At this the massive girl got herself somewhat together, and made room for me, which I declined, however.
“Prospectin’?” inquired Madame.
“I say huntin’,” suggested the man.
“Maybe he’s a cattle-feller,” interrupted the little girl.
“Goin’ somewhere, ain’t yer?” was Susan’s guess.
I gave a brief account of myself, evidently satisfying the social requirements of all but the old woman, who at once classified me as not up to her standard. Susan saw this, so did her father, and it became evident to me in ten minutes’ conversation that they two were always at one, and made it their business to be in antagonism to the mother. They were then allies of mine from nature, and I felt at once at home. I saw, too, that Susan, having slid back to her horizontal position when I declined to share her rightful ground, was watching with subtle solicitude that fated spot in the fire, opposing sympathy and squints accurately aligned by her shoe to the dull spot in the embers, which slowly went out into blackness before the well-directed fire of her mother’s saliva.
The shouts which I heard proceeding from the direction of my camp were easily translatable into summons for supper. Mr. Newty invited me to return later and be sociable, which I promised to do, and, going to my camp, supped quickly and left the men with orders about picketing the animals for the night, then, strolling slowly down to the camp of my friends, seated myself upon a log by the side of the old gentleman. Feeling that this somewhat formal attitude unfitted me for partaking to the fullest degree of the social ease around me, and knowing that my buckskin trousers were impervious to dirt, I slid down in a reclined posture with my feet to the fire, in absolute parallelism with the family.
The old woman was in the exciting dénouement of a coon-story, directed to her little boy, who sat clinging to her skirt and looking in her face with absorbed curiosity. “And when Johnnie fired,” she said, “the coon fell and busted open.” The little boy had misplaced his sympathies with the raccoon, and having inquired plaintively, “Did it hurt him?” was promptly snubbed with the reply, “Of course it hurt him. What do you suppose coons is made for?” Then turning to me she put what was plainly enough with her a test-question, “I allow you have killed your coon in your day?” I saw at once that I must forever sink beneath the horizon of her standards, but, failing in real experience or accurate knowledge concerning the coon, knew no subterfuges would work with her. Instinct had taught her that I had never killed a coon, and she had asked me thus ostentatiously to place me at once and forever before the family in my true light. “No, ma’am,” I said; “now you speak of it, I realize that I never have killed a coon.” This was something of a staggerer to Susan and her father, yet as the mother’s pleasurable dissatisfaction with me displayed itself by more and more accurate salivary shots at the fire, they rose to the occasion, and began to palliate my past. “Maybe,” ventured Mr. Newty, “that they don’t have coon round the city of York;” and I felt that I needed no self-defence when Susan firmly and defiantly suggested to her mother that perhaps I was in better business.
Driven in upon herself for some time, the old woman smoked in silence, until Susan, seeing that her mother gradually quenched a larger and larger circle upon the fire, got up and stretched herself, and, giving the coals a vigorous poke, swept out of sight the quenched spot, thus readily obliterating the result of her mother’s precise and prolonged expectoration; then, flinging a few dry boughs upon the fire, illumined the family with the ruddy blaze, and sat down again, leaning upon her father’s knee with a faint light of triumph in her eye.
I ventured a few platitudes concerning pigs, not penetrating the depths of that branch of rural science enough to betray my ignorance. Such sentiments as “A little piece of bacon well broiled for breakfast is very good,” and “Nothing better than cold ham for lunch,” were received by Susan and her father in the spirit I meant,—of entire good-will toward pork generically. I now look back in amusement at having fallen into this weakness, for the Mosaic view of pork has been mine from infancy, and campaigning upon government rations has, in truth, no tendency to dim this ancient faith.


ASSIGNMENT:
Go through the material and copy each line that includes "axis".

THE DATA:
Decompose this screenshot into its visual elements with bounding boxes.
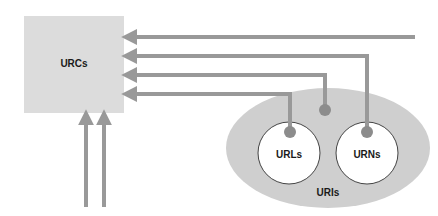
urcs-node: URCs (24, 16, 124, 113)
urls-label: URLs (276, 149, 303, 160)
diagram-canvas: URCs URIs URLs URNs (0, 0, 438, 216)
urns-connector-dot (361, 126, 373, 138)
uris-connector-dot (319, 104, 331, 116)
urls-connector-dot (284, 126, 296, 138)
urns-label: URNs (353, 149, 381, 160)
urcs-label: URCs (60, 58, 88, 69)
uris-label: URIs (317, 187, 340, 198)
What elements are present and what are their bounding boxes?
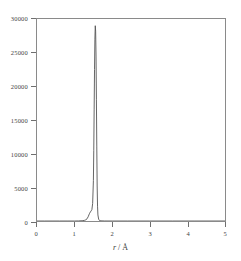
x-tick-5 <box>225 222 226 227</box>
y-tick-label-10000: 10000 <box>11 151 28 158</box>
y-tick-label-15000: 15000 <box>11 117 28 124</box>
x-tick-1 <box>74 222 75 227</box>
rdf-curve <box>37 26 225 221</box>
y-tick-label-20000: 20000 <box>11 83 28 90</box>
y-tick-label-30000: 30000 <box>11 15 28 22</box>
x-tick-label-0: 0 <box>26 230 46 237</box>
data-curve-layer <box>37 19 225 221</box>
x-tick-2 <box>112 222 113 227</box>
x-axis-title-units: / Å <box>116 243 128 252</box>
x-tick-label-1: 1 <box>64 230 84 237</box>
x-tick-4 <box>188 222 189 227</box>
y-tick-label-5000: 5000 <box>14 185 28 192</box>
x-tick-label-3: 3 <box>140 230 160 237</box>
x-tick-label-4: 4 <box>178 230 198 237</box>
y-tick-label-25000: 25000 <box>11 49 28 56</box>
x-tick-0 <box>36 222 37 227</box>
x-tick-label-2: 2 <box>102 230 122 237</box>
x-tick-label-5: 5 <box>215 230 235 237</box>
x-axis-title: r / Å <box>0 243 241 252</box>
chart-container: 0 5000 10000 15000 20000 25000 30000 0 1… <box>0 0 241 261</box>
y-tick-label-0: 0 <box>25 219 28 226</box>
x-tick-3 <box>150 222 151 227</box>
plot-area <box>36 18 226 222</box>
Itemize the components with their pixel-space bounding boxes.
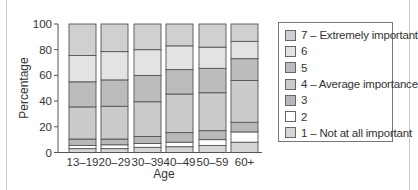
bar-segment	[199, 68, 226, 92]
x-axis: 13–1920–2930–3940–4950–5960+	[58, 153, 262, 169]
bar-segment	[231, 142, 258, 152]
bar-segment	[69, 24, 96, 55]
bar-segment	[166, 147, 193, 153]
bar-segment	[231, 41, 258, 58]
bar-segment	[166, 142, 193, 146]
bar-segment	[69, 149, 96, 153]
bar-segment	[166, 133, 193, 143]
bar-segment	[101, 52, 128, 80]
bar-segment	[134, 102, 161, 137]
bar-segment	[231, 24, 258, 41]
legend-swatch	[285, 111, 296, 122]
legend-item-6: 6	[285, 43, 392, 59]
bar-segment	[134, 24, 161, 50]
legend-swatch	[285, 46, 296, 57]
bar-40–49	[166, 24, 193, 153]
legend-item-5: 5	[285, 60, 392, 76]
legend-label: 5	[301, 62, 307, 74]
bar-30–39	[134, 24, 161, 153]
legend-swatch	[285, 127, 296, 138]
legend-item-1: 1 – Not at all important	[285, 125, 392, 141]
bar-segment	[231, 59, 258, 81]
bars	[69, 24, 258, 153]
bar-segment	[134, 147, 161, 152]
legend-swatch	[285, 79, 296, 90]
bar-segment	[166, 70, 193, 94]
legend-item-4: 4 – Average importance	[285, 76, 392, 92]
bar-segment	[231, 122, 258, 132]
bar-segment	[69, 145, 96, 148]
legend-swatch	[285, 30, 296, 41]
y-tick-label: 40	[39, 95, 52, 107]
y-tick-label: 0	[46, 147, 52, 159]
legend-label: 3	[301, 94, 307, 106]
bar-segment	[199, 140, 226, 146]
legend-label: 1 – Not at all important	[301, 127, 412, 139]
bar-segment	[101, 80, 128, 106]
bar-segment	[199, 145, 226, 152]
legend-item-3: 3	[285, 92, 392, 108]
bar-segment	[69, 55, 96, 81]
legend-label: 7 – Extremely important	[301, 29, 418, 41]
y-tick-label: 20	[39, 121, 52, 133]
bar-segment	[166, 94, 193, 133]
legend-label: 2	[301, 111, 307, 123]
bar-segment	[166, 24, 193, 46]
bar-segment	[101, 145, 128, 149]
legend-item-7: 7 – Extremely important	[285, 27, 392, 43]
bar-segment	[134, 136, 161, 143]
bar-segment	[101, 149, 128, 153]
y-tick-label: 60	[39, 69, 52, 81]
bar-segment	[101, 139, 128, 145]
bar-segment	[101, 24, 128, 52]
x-tick-label: 50–59	[197, 156, 229, 168]
bar-13–19	[69, 24, 96, 153]
bar-segment	[231, 81, 258, 123]
y-tick-label: 80	[39, 44, 52, 56]
x-axis-title: Age	[153, 167, 175, 181]
bar-segment	[199, 24, 226, 47]
bar-segment	[199, 93, 226, 131]
bar-segment	[199, 47, 226, 68]
bar-segment	[69, 139, 96, 145]
x-tick-label: 60+	[235, 156, 255, 168]
legend-label: 6	[301, 45, 307, 57]
bar-segment	[199, 131, 226, 140]
bar-segment	[134, 75, 161, 101]
bar-segment	[101, 106, 128, 139]
bar-segment	[231, 132, 258, 142]
bar-60+	[231, 24, 258, 153]
legend-label: 4 – Average importance	[301, 78, 418, 90]
bar-segment	[69, 82, 96, 107]
x-tick-label: 20–29	[99, 156, 131, 168]
y-tick-label: 100	[33, 18, 52, 30]
legend-swatch	[285, 95, 296, 106]
bar-50–59	[199, 24, 226, 153]
bar-segment	[166, 46, 193, 70]
y-axis: 020406080100	[33, 18, 58, 159]
bar-20–29	[101, 24, 128, 153]
bar-segment	[134, 144, 161, 148]
y-axis-title: Percentage	[17, 57, 31, 119]
bar-segment	[134, 50, 161, 76]
legend: 7 – Extremely important 6 5 4 – Average …	[278, 22, 393, 142]
legend-item-2: 2	[285, 108, 392, 124]
legend-swatch	[285, 62, 296, 73]
x-tick-label: 13–19	[67, 156, 99, 168]
bar-segment	[69, 107, 96, 139]
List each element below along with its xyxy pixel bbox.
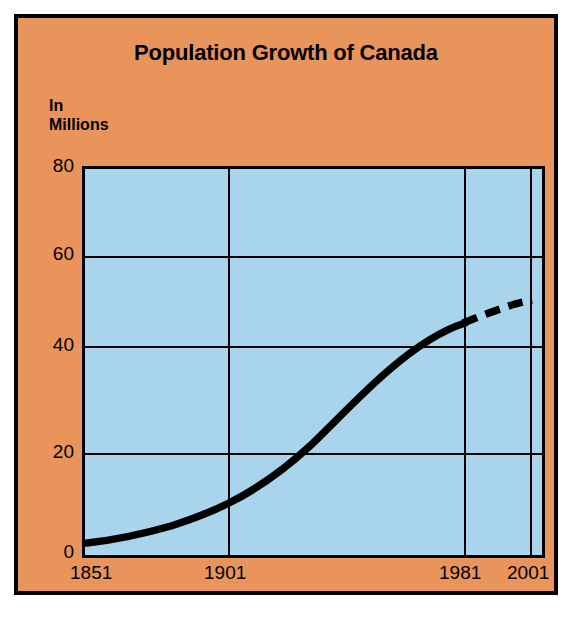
x-tick-label-1901: 1901 — [204, 562, 246, 584]
y-tick-label-0: 0 — [30, 541, 74, 563]
population-line-dashed — [463, 300, 532, 323]
chart-figure: Population Growth of Canada In Millions … — [0, 0, 574, 617]
y-tick-label-80: 80 — [30, 155, 74, 177]
population-line-solid — [87, 323, 465, 543]
y-axis-unit-caption: In Millions — [49, 96, 109, 134]
chart-panel: Population Growth of Canada In Millions … — [14, 14, 558, 595]
y-tick-label-60: 60 — [30, 243, 74, 265]
x-tick-label-1981: 1981 — [439, 562, 481, 584]
vertical-gridlines — [229, 169, 531, 555]
horizontal-gridlines — [85, 257, 542, 454]
x-tick-label-2001: 2001 — [507, 562, 549, 584]
y-axis-unit-line-1: In — [49, 96, 109, 115]
y-tick-label-40: 40 — [30, 334, 74, 356]
y-axis-unit-line-2: Millions — [49, 115, 109, 134]
y-tick-label-20: 20 — [30, 441, 74, 463]
x-tick-label-1851: 1851 — [70, 562, 112, 584]
plot-canvas — [85, 169, 542, 555]
plot-area — [82, 166, 545, 558]
chart-title: Population Growth of Canada — [18, 40, 554, 66]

SOLUTION TO THIS EXERCISE:
x-axis-title-units: / Å <box>116 243 128 252</box>
x-axis-title: r / Å <box>0 243 241 252</box>
x-axis: 13–1920–2930–3940–4950–5960+	[58, 153, 262, 169]
x-axis-title: Age	[153, 167, 175, 181]
y-axis: 020406080100	[33, 18, 58, 159]
y-axis-title: Percentage	[17, 57, 31, 119]
y-axis-unit-caption: In Millions — [49, 96, 109, 134]
y-axis-unit-line-1: In — [49, 96, 109, 115]
y-axis-unit-line-2: Millions — [49, 115, 109, 134]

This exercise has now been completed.